May 24-25, 2027 at the San Jose McEnery Convention Center. That’s when the AI & Big Data Expo North America plants its flag, aiming squarely at enterprise deployment and return on investment, according to the event website.
What’s confirmed for AI Expo North America 2027
The organizers pitch the show as “the leading US event for enterprise AI and Big Data,” with programming that moves projects from pilot to production. The site lists a 2026 agenda as a guide, with tracks spanning AI strategy, data platforms and value extraction, enterprise AI implementation and ROI, and a developer day focused on prototype-to-production. It also flags sessions on the “future of AI” that emphasize reliability, transparency, and innovation. All are described on the official page.
Names already promoted include Lutz Beck, CIO at Daimler Truck North America, and HPE’s AI CTO and distinguished technologist Chad Smykay. The site signals more to come, alongside extras designed to pull engineers and execs into the same hallway conversations: a TechEx Learning Hub, community meetups, an AI Hackathon, and a “Physical AI” focus that nods to embodied and autonomous systems.
AI Expo North America will again sit inside a larger TechEx umbrella with co-located shows on IoT Tech, Cyber Security & Cloud, Digital Transformation, Intelligent Automation & Robotics, Edge Computing, and Data Center. That mix can matter as buyers stitch AI into security stacks, OT data, and infrastructure budgets. The central location also helps; the San Jose McEnery Convention Center anchors downtown, with easy access for Bay Area teams.
How this AI & Big Data Expo agenda signals a market shift
Look at the track titles and one theme jumps out: operational AI. “Enterprise AI Implementation, ROI & Adoption” and “From Prototype to Production” are the verbs of a maturing market, not a demo floor. Organizers are mirroring what many teams are doing already—locking models into pipelines, hardening governance, and proving value under real SLAs—before the next budget cycle.
Governance also features prominently. The site highlights “reliable” and “transparent” AI in its forward-looking track, language that aligns with industry frameworks such as the NIST AI Risk Management Framework. Expect sessions on documentation, monitoring, and human review to draw larger rooms than glossy product reveals. That’s where board questions now live.
The developer day’s emphasis on production echoes common MLOps practice—continuous delivery, automated testing, feature stores, and observability—captured in widely adopted guides like Google Cloud’s MLOps blueprint. If the programming sticks to that brief, the hallway value could be real: templates, references, and battle-tested failures as much as wins.
Co-located tracks may change who shows up—and why
Because the expo rides alongside security, IoT, and data center events, the audience isn’t just data scientists and product leads. According to the organizers, the show courts Fortune 500 leaders and global technology partners. That blend often brings compliance, infrastructure, and operations teams into AI conversations earlier, which can speed approvals and flush out integration risks before procurement.
It also means vendors will need to speak to cross-functional concerns. A pitch that ignores cost-to-serve, audit trails, or latency on the edge will struggle. Expect more live discussions about workload placement, GPU scarcity, guardrails, and ownership of data products, not just model choice.
How to make the trip pay off
For buyers, AI Expo North America can be more than a booth crawl if you treat it like a working session. A few moves sharpen the signal:
- Pick two measurable outcomes before you arrive—cut model retraining time, or clear a governance gate—then map sessions to those goals.
- Use the developer and implementation tracks to grab concrete artifacts: runbooks, pipeline diagrams, QA checklists, budget models.
- Book meetings across the co-located shows to solve dependencies—security sign-off, edge constraints, or data lineage.
- Pressure-test “reliable and transparent” claims against frameworks like the NIST AI RMF. Ask for evidence in production.
What to watch between now and May
Three signals will tell you how much weight to give the programming. First, the depth of the enterprise implementation track; if panels expand into live case studies with numbers, that’s a tell. Second, how “Physical AI” takes shape; embodied systems bring safety and liability issues that differ from pure software, and a serious treatment would be timely. Third, the balance between vendor talks and practitioner sessions; the latter drive the most value when you’re trying to move a model from lab to line-of-business.
According to the event site, more speakers and details are still to come. If the final agenda keeps the current emphasis on production, governance, and ROI, AI Expo North America should draw the teams who write deployment playbooks and sign off on risk. That’s where today’s AI decisions get made.
When AI Expo North America opens in San Jose on May 24, 2027, the strongest sessions will likely be the most practical ones—how to measure value, reduce failure modes, and keep models in bounds when they finally meet the mess of the real world. For more on this, see bloomberg.com.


→ Aim of the task
Copy out every record exactly.

→ Entries provided
-- Opening Marker --
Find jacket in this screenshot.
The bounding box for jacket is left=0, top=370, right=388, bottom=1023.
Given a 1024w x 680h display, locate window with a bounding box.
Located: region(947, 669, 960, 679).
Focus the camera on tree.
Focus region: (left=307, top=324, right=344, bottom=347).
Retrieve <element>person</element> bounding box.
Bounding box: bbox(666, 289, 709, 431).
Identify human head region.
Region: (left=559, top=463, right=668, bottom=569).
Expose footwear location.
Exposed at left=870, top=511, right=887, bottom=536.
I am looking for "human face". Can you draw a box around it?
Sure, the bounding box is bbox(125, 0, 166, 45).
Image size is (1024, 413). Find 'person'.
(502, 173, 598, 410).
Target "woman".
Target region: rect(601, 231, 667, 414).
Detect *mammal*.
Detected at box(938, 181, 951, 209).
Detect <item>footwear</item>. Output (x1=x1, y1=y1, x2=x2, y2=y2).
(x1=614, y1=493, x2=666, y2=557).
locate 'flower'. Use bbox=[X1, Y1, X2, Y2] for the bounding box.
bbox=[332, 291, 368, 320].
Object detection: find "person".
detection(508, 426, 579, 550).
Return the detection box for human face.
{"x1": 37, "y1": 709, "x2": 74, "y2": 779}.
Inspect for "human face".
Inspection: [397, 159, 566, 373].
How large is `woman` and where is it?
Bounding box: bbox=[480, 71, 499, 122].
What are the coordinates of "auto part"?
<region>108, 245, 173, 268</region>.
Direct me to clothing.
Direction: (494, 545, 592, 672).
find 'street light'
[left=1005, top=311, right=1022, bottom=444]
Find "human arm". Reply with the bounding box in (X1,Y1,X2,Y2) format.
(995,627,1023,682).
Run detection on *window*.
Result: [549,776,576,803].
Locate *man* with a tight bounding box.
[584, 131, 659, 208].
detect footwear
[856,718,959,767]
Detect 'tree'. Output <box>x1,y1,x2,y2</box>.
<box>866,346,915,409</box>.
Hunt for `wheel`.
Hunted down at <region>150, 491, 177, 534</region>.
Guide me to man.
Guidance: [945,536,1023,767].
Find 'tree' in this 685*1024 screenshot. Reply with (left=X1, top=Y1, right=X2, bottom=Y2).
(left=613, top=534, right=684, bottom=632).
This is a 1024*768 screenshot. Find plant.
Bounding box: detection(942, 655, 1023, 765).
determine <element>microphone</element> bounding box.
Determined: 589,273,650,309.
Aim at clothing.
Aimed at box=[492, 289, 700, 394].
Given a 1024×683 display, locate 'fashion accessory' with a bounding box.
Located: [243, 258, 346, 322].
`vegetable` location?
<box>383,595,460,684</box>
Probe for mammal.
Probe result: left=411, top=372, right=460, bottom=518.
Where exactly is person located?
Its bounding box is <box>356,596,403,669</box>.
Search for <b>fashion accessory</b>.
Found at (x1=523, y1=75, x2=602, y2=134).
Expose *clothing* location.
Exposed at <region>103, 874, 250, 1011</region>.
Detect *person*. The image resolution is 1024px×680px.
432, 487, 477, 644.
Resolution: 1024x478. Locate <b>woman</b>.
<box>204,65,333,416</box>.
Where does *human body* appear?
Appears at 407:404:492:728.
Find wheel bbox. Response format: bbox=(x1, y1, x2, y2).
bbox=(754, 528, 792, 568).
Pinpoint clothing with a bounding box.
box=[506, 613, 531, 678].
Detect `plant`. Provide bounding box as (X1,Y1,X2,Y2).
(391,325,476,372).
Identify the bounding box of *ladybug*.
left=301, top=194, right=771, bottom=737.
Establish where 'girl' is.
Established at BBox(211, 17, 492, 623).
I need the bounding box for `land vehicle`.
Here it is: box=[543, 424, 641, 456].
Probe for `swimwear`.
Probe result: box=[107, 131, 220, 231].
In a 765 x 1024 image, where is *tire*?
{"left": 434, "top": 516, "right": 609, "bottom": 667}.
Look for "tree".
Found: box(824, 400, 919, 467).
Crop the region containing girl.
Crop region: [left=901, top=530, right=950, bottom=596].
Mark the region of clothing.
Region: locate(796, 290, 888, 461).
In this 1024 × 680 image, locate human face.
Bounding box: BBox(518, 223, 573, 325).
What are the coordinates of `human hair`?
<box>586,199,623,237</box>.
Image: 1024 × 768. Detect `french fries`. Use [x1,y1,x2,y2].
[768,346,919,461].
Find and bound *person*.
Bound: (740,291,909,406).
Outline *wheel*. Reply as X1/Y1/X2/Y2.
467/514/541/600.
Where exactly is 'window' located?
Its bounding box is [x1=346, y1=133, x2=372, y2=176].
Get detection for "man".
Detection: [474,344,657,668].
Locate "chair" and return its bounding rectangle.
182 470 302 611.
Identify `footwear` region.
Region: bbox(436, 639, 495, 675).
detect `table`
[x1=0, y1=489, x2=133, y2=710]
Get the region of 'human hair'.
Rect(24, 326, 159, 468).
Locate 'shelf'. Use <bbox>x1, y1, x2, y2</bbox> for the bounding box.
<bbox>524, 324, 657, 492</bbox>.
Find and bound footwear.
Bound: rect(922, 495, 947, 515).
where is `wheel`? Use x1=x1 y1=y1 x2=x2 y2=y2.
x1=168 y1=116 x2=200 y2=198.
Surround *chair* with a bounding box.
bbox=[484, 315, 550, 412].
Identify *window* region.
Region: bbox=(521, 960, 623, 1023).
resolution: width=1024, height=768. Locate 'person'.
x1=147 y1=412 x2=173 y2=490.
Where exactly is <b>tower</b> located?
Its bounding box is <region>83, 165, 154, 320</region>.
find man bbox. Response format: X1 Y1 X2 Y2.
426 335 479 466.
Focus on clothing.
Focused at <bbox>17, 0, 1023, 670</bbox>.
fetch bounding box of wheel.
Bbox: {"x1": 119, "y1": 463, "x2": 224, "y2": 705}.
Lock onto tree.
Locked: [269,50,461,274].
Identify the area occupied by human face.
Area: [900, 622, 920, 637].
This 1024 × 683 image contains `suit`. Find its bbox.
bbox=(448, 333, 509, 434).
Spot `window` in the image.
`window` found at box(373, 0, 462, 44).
-- Closing Marker --
→ Written answer
Find jacket in this screenshot.
The bounding box for jacket is left=0, top=370, right=388, bottom=1023.
Given a 1024w x 680h display, locate window with a bounding box.
Located: region(947, 669, 960, 679).
Focus the camera on tree.
Focus region: (left=307, top=324, right=344, bottom=347).
Retrieve <element>person</element> bounding box.
Bounding box: bbox(666, 289, 709, 431).
Identify human head region.
Region: (left=559, top=463, right=668, bottom=569).
Expose footwear location.
Exposed at left=870, top=511, right=887, bottom=536.
I am looking for "human face". Can you draw a box around it?
Sure, the bounding box is bbox(125, 0, 166, 45).
Image size is (1024, 413). Find 'person'.
(502, 173, 598, 410).
Target "woman".
Target region: rect(601, 231, 667, 414).
Detect *mammal*.
Detected at box(938, 181, 951, 209).
Detect <item>footwear</item>. Output (x1=x1, y1=y1, x2=x2, y2=y2).
(x1=614, y1=493, x2=666, y2=557).
locate 'flower'. Use bbox=[X1, Y1, X2, Y2] for the bounding box.
bbox=[332, 291, 368, 320].
Object detection: find "person".
detection(508, 426, 579, 550).
Return the detection box for human face.
{"x1": 37, "y1": 709, "x2": 74, "y2": 779}.
Inspect for "human face".
Inspection: [397, 159, 566, 373].
How large is `woman` and where is it?
Bounding box: bbox=[480, 71, 499, 122].
What are the coordinates of "auto part"?
<region>108, 245, 173, 268</region>.
Direct me to clothing.
Direction: (494, 545, 592, 672).
find 'street light'
[left=1005, top=311, right=1022, bottom=444]
Find "human arm". Reply with the bounding box in (X1,Y1,X2,Y2) format.
(995,627,1023,682).
Run detection on *window*.
Result: [549,776,576,803].
Locate *man* with a tight bounding box.
[584, 131, 659, 208].
detect footwear
[856,718,959,767]
Detect 'tree'. Output <box>x1,y1,x2,y2</box>.
<box>866,346,915,409</box>.
Hunt for `wheel`.
Hunted down at <region>150, 491, 177, 534</region>.
Guide me to man.
Guidance: [945,536,1023,767].
Find 'tree' in this 685*1024 screenshot. Reply with (left=X1, top=Y1, right=X2, bottom=Y2).
(left=613, top=534, right=684, bottom=632).
This is a 1024*768 screenshot. Find plant.
Bounding box: detection(942, 655, 1023, 765).
determine <element>microphone</element> bounding box.
Determined: 589,273,650,309.
Aim at clothing.
Aimed at box=[492, 289, 700, 394].
Given a 1024×683 display, locate 'fashion accessory' with a bounding box.
Located: [243, 258, 346, 322].
`vegetable` location?
<box>383,595,460,684</box>
Probe for mammal.
Probe result: left=411, top=372, right=460, bottom=518.
Where exactly is person located?
Its bounding box is <box>356,596,403,669</box>.
Search for <b>fashion accessory</b>.
Found at (x1=523, y1=75, x2=602, y2=134).
Expose *clothing* location.
Exposed at <region>103, 874, 250, 1011</region>.
Detect *person*. The image resolution is 1024px×680px.
432, 487, 477, 644.
Resolution: 1024x478. Locate <b>woman</b>.
<box>204,65,333,416</box>.
Where does *human body* appear?
Appears at 407:404:492:728.
Find wheel bbox. Response format: bbox=(x1, y1, x2, y2).
bbox=(754, 528, 792, 568).
Pinpoint clothing with a bounding box.
box=[506, 613, 531, 678].
Detect `plant`. Provide bounding box as (X1,Y1,X2,Y2).
(391,325,476,372).
Identify the bounding box of *ladybug*.
left=301, top=194, right=771, bottom=737.
Establish where 'girl' is.
Established at BBox(211, 17, 492, 623).
I need the bounding box for `land vehicle`.
Here it is: box=[543, 424, 641, 456].
Probe for `swimwear`.
Probe result: box=[107, 131, 220, 231].
In a 765 x 1024 image, where is *tire*?
{"left": 434, "top": 516, "right": 609, "bottom": 667}.
Look for "tree".
Found: box(824, 400, 919, 467).
Crop the region containing girl.
Crop region: [left=901, top=530, right=950, bottom=596].
Mark the region of clothing.
Region: locate(796, 290, 888, 461).
In this 1024 × 680 image, locate human face.
Bounding box: BBox(518, 223, 573, 325).
What are the coordinates of `human hair`?
<box>586,199,623,237</box>.
Image: 1024 × 768. Detect `french fries`. Use [x1,y1,x2,y2].
[768,346,919,461].
Find and bound *person*.
Bound: (740,291,909,406).
Outline *wheel*. Reply as X1/Y1/X2/Y2.
467/514/541/600.
Where exactly is 'window' located?
Its bounding box is [x1=346, y1=133, x2=372, y2=176].
Get detection for "man".
Detection: [474,344,657,668].
Locate "chair" and return its bounding rectangle.
182 470 302 611.
Identify `footwear` region.
Region: bbox(436, 639, 495, 675).
detect `table`
[x1=0, y1=489, x2=133, y2=710]
Get the region of 'human hair'.
Rect(24, 326, 159, 468).
Locate 'shelf'. Use <bbox>x1, y1, x2, y2</bbox> for the bounding box.
<bbox>524, 324, 657, 492</bbox>.
Find and bound footwear.
Bound: rect(922, 495, 947, 515).
where is `wheel`? Use x1=x1 y1=y1 x2=x2 y2=y2.
x1=168 y1=116 x2=200 y2=198.
Surround *chair* with a bounding box.
bbox=[484, 315, 550, 412].
Identify *window* region.
Region: bbox=(521, 960, 623, 1023).
resolution: width=1024, height=768. Locate 'person'.
x1=147 y1=412 x2=173 y2=490.
Where exactly is <b>tower</b> located?
Its bounding box is <region>83, 165, 154, 320</region>.
find man bbox. Response format: X1 Y1 X2 Y2.
426 335 479 466.
Focus on clothing.
Focused at <bbox>17, 0, 1023, 670</bbox>.
fetch bounding box of wheel.
Bbox: {"x1": 119, "y1": 463, "x2": 224, "y2": 705}.
Lock onto tree.
Locked: [269,50,461,274].
Identify the area occupied by human face.
Area: [900, 622, 920, 637].
This 1024 × 683 image contains `suit`. Find its bbox.
bbox=(448, 333, 509, 434).
Spot `window` in the image.
`window` found at box(373, 0, 462, 44).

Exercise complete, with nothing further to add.